Cambridge, Massachusetts, April 27, 2026, 15:04 EDT
Intellia Therapeutics on Monday reported its experimental CRISPR gene-editing therapy led to a significant reduction in swelling attacks in a late-stage hereditary angioedema study. The company has started a rolling submission for U.S. approval of the drug, called lonvoguran ziclumeran, or lonvo-z. Designed as an outpatient infusion, lonvo-z targets a rare disorder that triggers severe swelling in areas like the face, airway, abdomen, and limbs.
Timing comes into play here: Intellia has shifted the program from simply reporting clinical data to lining up for regulatory review. A biologics license application—BLA—is what companies file to seek U.S. approval for a biologic drug. “In vivo” CRISPR refers to editing genes directly inside a patient, instead of changing cells in the lab and then putting them back. SEC
The HAELO study enrolled 80 patients: 52 got lonvo-z, while the other 28 received placebo. Just one 50 mg infusion cut attacks by 87% compared to placebo during the six-month efficacy window. Patients on lonvo-z averaged 0.26 attacks per month, versus 2.10 for those on placebo, according to a securities filing.
Lonvo-z didn’t just hit its main target—the drug also met important secondary endpoints. Over the six-month stretch, 62% of patients given lonvo-z stayed both attack-free and off therapy, a sharp contrast to the 11% seen with placebo.
Intellia says hereditary angioedema, or HAE, impacts roughly one in 50,000 individuals. Current preventive treatments often mean frequent injections or taking pills every day, but even then, patients can experience breakthrough attacks, according to the company.
Intellia says its lonvo-z therapy targets the KLKB1 gene, aiming to knock down kallikrein and bradykinin—two proteins linked to swelling. John Leonard, who serves as Intellia’s president and CEO, described the findings as a “profound milestone.” Aleena Banerji, a professor at Harvard Medical School and trial investigator, said the treatment could become an “appealing option” if it wins approval. Intellia Therapeutics
Safety questions aren’t going away. According to the filing, patients on the lonvo-z arm mostly experienced mild or moderate treatment-emergent adverse events, with no serious ones reported before the cutoff. There was just one case of Grade 2 ALT elevation—a liver enzyme issue—which cleared up in a week.
Shares wavered. Reuters had noted a roughly 3% jump for Intellia earlier on the data, but more recent figures showed the stock slipping 0.9% to $13.51, after hitting an intraday peak at $18.29.
The product would be stepping into a market that already offers patients alternatives. Ionis Pharmaceuticals’ Dawnzera and Takeda Pharmaceutical’s Takhzyro are among existing HAE treatments. Intellia CFO Edward Dulac told analysts that lonvo-z will probably come with a price tag above current therapies, but also cautioned, per Reuters, that setting it too high risks payer resistance.
Still, that update hasn’t cleared the biggest overhang. Steve Seedhouse at Cantor calls lonvo-z “probably a niche product,” flagging a potential warning label because of a fatal liver toxicity case in another Intellia CRISPR program. The FDA halted those late-stage studies last year, later lifting the hold on one. Reuters
Intellia is aiming to wrap up its BLA submission in the back half of 2026, targeting a potential U.S. launch in early 2027 if the FDA gives the green light. According to the company, its FDA regenerative-medicine designation allows for rolling submission and might pave the way for more direct agency oversight.
All eyes now turn to the European Academy of Allergy and Clinical Immunology Congress in Istanbul this June, where more data are expected. The focus, for the moment, moves past whether the edit succeeds in late-stage testing. Now, the real question is whether regulators, payers, and patients will sign off on a one-off, permanent solution for a disease that’s typically handled with repeat dosing.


Problem requirements = I need the entries printed again word for word, without the images.

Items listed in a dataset
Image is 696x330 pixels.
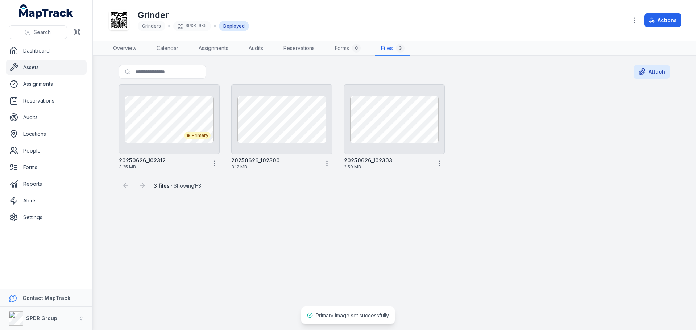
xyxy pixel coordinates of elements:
[154,183,201,189] span: · Showing 1 - 3
[34,29,51,36] span: Search
[193,41,234,56] a: Assignments
[644,13,681,27] button: Actions
[6,177,87,191] a: Reports
[231,157,280,164] strong: 20250626_102300
[151,41,184,56] a: Calendar
[329,41,366,56] a: Forms0
[219,21,249,31] div: Deployed
[154,183,170,189] strong: 3 files
[352,44,361,53] div: 0
[243,41,269,56] a: Audits
[375,41,410,56] a: Files3
[278,41,320,56] a: Reservations
[22,295,70,301] strong: Contact MapTrack
[6,77,87,91] a: Assignments
[107,41,142,56] a: Overview
[344,157,392,164] strong: 20250626_102303
[184,132,211,139] div: Primary
[6,127,87,141] a: Locations
[119,164,206,170] span: 3.25 MB
[6,60,87,75] a: Assets
[396,44,405,53] div: 3
[26,315,57,322] strong: SPDR Group
[344,164,431,170] span: 2.59 MB
[6,43,87,58] a: Dashboard
[6,210,87,225] a: Settings
[142,23,161,29] span: Grinders
[6,94,87,108] a: Reservations
[6,194,87,208] a: Alerts
[316,312,389,319] span: Primary image set successfully
[138,9,249,21] h1: Grinder
[19,4,74,19] a: MapTrack
[634,65,670,79] button: Attach
[9,25,67,39] button: Search
[6,110,87,125] a: Audits
[173,21,211,31] div: SPDR-985
[6,160,87,175] a: Forms
[119,157,166,164] strong: 20250626_102312
[231,164,318,170] span: 3.12 MB
[6,144,87,158] a: People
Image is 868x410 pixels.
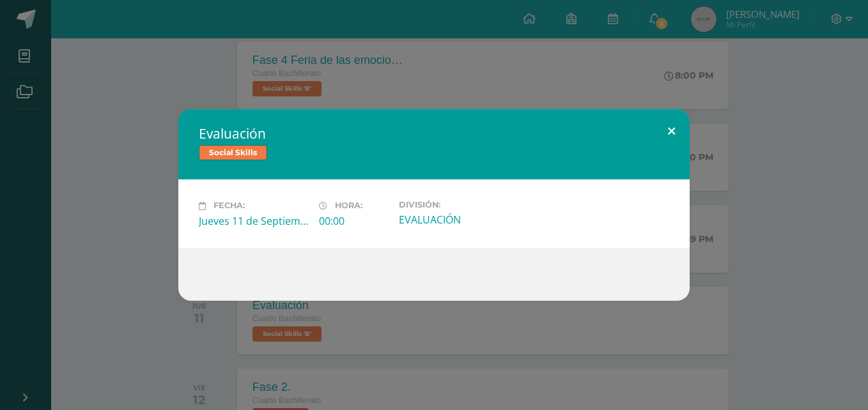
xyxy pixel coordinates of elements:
[399,212,509,227] div: EVALUACIÓN
[335,201,363,211] span: Hora:
[199,145,267,160] span: Social Skills
[319,214,389,228] div: 00:00
[653,109,690,153] button: Close (Esc)
[199,125,669,142] h2: Evaluación
[399,200,509,210] label: División:
[213,201,245,211] span: Fecha:
[199,214,309,228] div: Jueves 11 de Septiembre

Solution for this task =
Image is 696x330 pixels.
xyxy pixel coordinates of elements:
[154,183,201,189] span: · Showing 1 - 3
[34,29,51,36] span: Search
[193,41,234,56] a: Assignments
[644,13,681,27] button: Actions
[6,177,87,191] a: Reports
[231,157,280,164] strong: 20250626_102300
[151,41,184,56] a: Calendar
[329,41,366,56] a: Forms0
[219,21,249,31] div: Deployed
[154,183,170,189] strong: 3 files
[352,44,361,53] div: 0
[243,41,269,56] a: Audits
[375,41,410,56] a: Files3
[278,41,320,56] a: Reservations
[22,295,70,301] strong: Contact MapTrack
[6,77,87,91] a: Assignments
[107,41,142,56] a: Overview
[344,157,392,164] strong: 20250626_102303
[184,132,211,139] div: Primary
[6,127,87,141] a: Locations
[119,164,206,170] span: 3.25 MB
[6,60,87,75] a: Assets
[396,44,405,53] div: 3
[26,315,57,322] strong: SPDR Group
[344,164,431,170] span: 2.59 MB
[6,43,87,58] a: Dashboard
[6,210,87,225] a: Settings
[142,23,161,29] span: Grinders
[6,94,87,108] a: Reservations
[6,194,87,208] a: Alerts
[316,312,389,319] span: Primary image set successfully
[138,9,249,21] h1: Grinder
[19,4,74,19] a: MapTrack
[634,65,670,79] button: Attach
[9,25,67,39] button: Search
[6,110,87,125] a: Audits
[173,21,211,31] div: SPDR-985
[6,160,87,175] a: Forms
[119,157,166,164] strong: 20250626_102312
[231,164,318,170] span: 3.12 MB
[6,144,87,158] a: People
Image is 868x410 pixels.
xyxy pixel coordinates of elements:
[399,212,509,227] div: EVALUACIÓN
[335,201,363,211] span: Hora:
[199,145,267,160] span: Social Skills
[319,214,389,228] div: 00:00
[653,109,690,153] button: Close (Esc)
[199,125,669,142] h2: Evaluación
[399,200,509,210] label: División:
[213,201,245,211] span: Fecha:
[199,214,309,228] div: Jueves 11 de Septiembre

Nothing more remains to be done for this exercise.